There are way wiser ways than this to spoof old Wizzle the Shakespizzle.
Avenue Q
Through July 29 at Theatre Too in The Quadrangle. Call 214-871-3300.
Bomb-itty of Errors
Through July 22 at Second Thought Theatre at Kalita Humphreys Theater. Call 866-811-4111.
What the Butler Saw
Through August 5 at Stage West, Fort Worth. Call 817-784-9378.

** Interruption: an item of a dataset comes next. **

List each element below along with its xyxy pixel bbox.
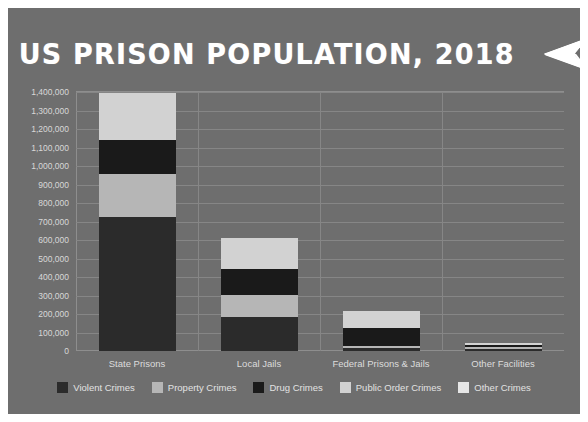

Long-lost twins also are a plot twist in Joe Orton's 1967 farce What the Butler Saw. There's no butler in the play, directed by Jim Covault at Fort Worth's Stage West. There are: five people who strip to their underwear; one character (played by Dana Schultes) required to scream like a stuck pig every time she sees a nearly naked man; two men (Garret Storms, Dwight Greene) who put on women's clothes; a character (played by Stage West founder Jerry Russell) who looks like the old man in the movie Up; and a bronze replica of Winston Churchill's penis.
Orton's play, done right, is a brilliant and wicked send-up of dumb British sex farces, psychiatry and 1960s politics. As with Noises Off, it's only funny if its entrances, exits, dropped pants, screams, ass-grabs and slamming doors are timed to the red-hot second.
At Stage West, the production, like Churchill's penis, is unable to rise to the occasion.